The album starts off with circular legs, positioning things to gauge like a cube trapped in a geometric maze; yet underneath the equation, there’s an unbridled organic quality. Like the band’s earlier works, the energy is infectious: a directness that clarifies the abstraction. Like jazz, there’s the possibility for limitless freedom within a contained structure. Meshuggah wrote the book on extreme polymetered riffs and polyrhythms, and obZen is masterclass in that regard. Like blocks of rigid concrete floating in the ocean, the dance is spiral and smoky, a haze hovering over the spouts of salt air sprinkles. Mostly, it’s about the art. Meshuggah is a group devoted to this idea. They play as one specimen. On “Bleed,” the group took that uniformity to the ultimate extension, developing a song with a continuous plunge, a never-ending linear mode. Back in 2008, Haake talked about the difficulty of playing the song and changing directions with Aquarian Weekly:

That one was the biggest challenge for me on the drums as well, learning it, and rehearsing it before we started recording. I probably spent as much time on that track alone as we did on all the other tracks combined, just because I had to kind of change the approach to how I played the kick drums. Now it’s more, for lack of a better expression, it’s more like tap dancing, more lightly. I’m more used to hammering the kicks with a lot of force, but this is kind of too tricky and fast to be able to do that.

Contrasting the vast horde of imitators that followed, Meshuggah is a completely original thing, like a yellow and diamond snake born from the sun. Its scales are technical and glassy; its head a monster of splitting atoms. Like my friend the chef from back in the day, there’s always a compelling (and oftentimes direct) reaction to Meshuggah. And that’s what real art does. It inspires a hoard of followers, creates obsession, and finds its way into the hearts of the open and needy: a direct path for life and movement. It did mine.

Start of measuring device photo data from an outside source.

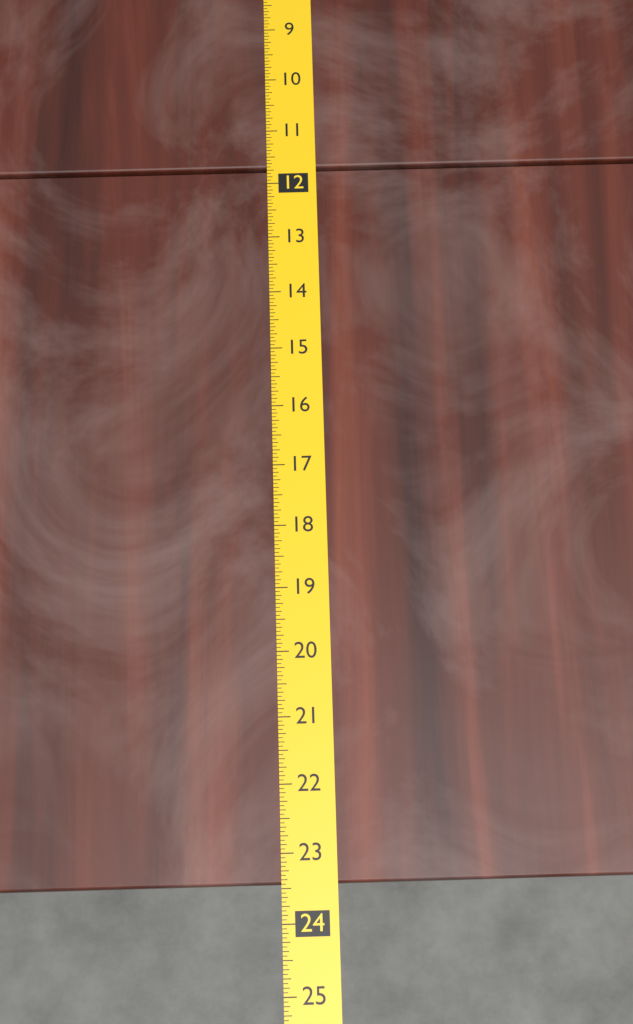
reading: 23.4375 (no unit)
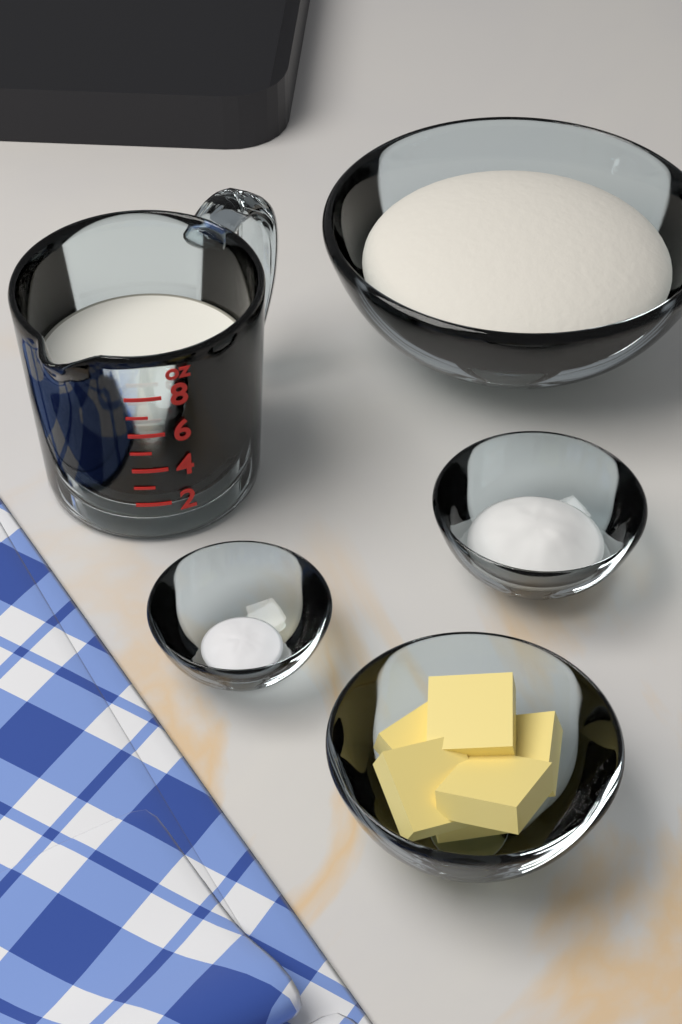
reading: 6 oz
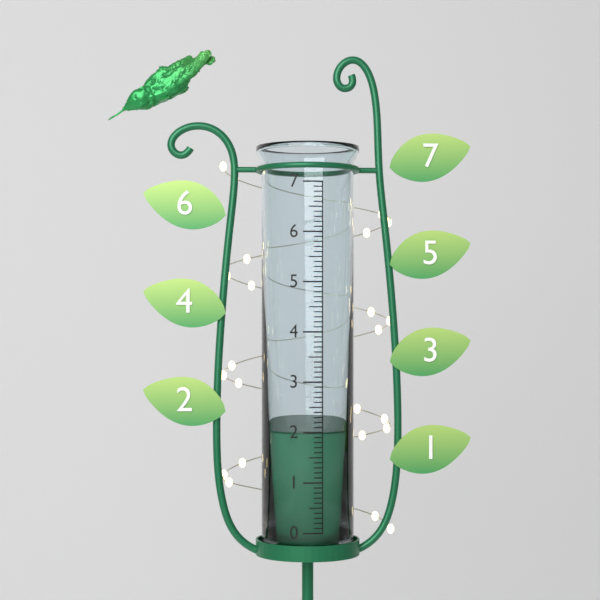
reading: 2.0 (no unit)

When I moved to Asheville, North Carolina, for a bit of a stretch, obZen really permeated my mindscape. That was a dark time, with strange grey horizons and eyes failing. There was nothing to grasp in the desolate fog, save for long drives through the tiny city and greater highways with obZen blasting, urging me through the transition. I lived for those jaunts: the sound, like an old friend of hope and extraction. The ability to maintain focus where chaos was all around: art drives through hell with the pauses in “Bleed” so infinitely haunting, that time dropped, and I could breathe, let my life pass through me.

For obZen‘s ten-year anniversary, and for Meshuggah in general, I thought I’d draw some pictures dedicated to the whole experience. This was my way of living the album in real-time again. Like the way I experienced the band back in the day, in the kitchen, in the car, in Asheville and in the universe. I believe experiencing music should be unique to the individual. Once it becomes something outside itself to the listener, it drifts into a dead zone. The place it can’t truly live. Grab yourself your copy of obZen, put on your headphones, and take a walk alone. Sketch that corner building you’ve always wanted to, walk, and feel the Earth move ever so slightly.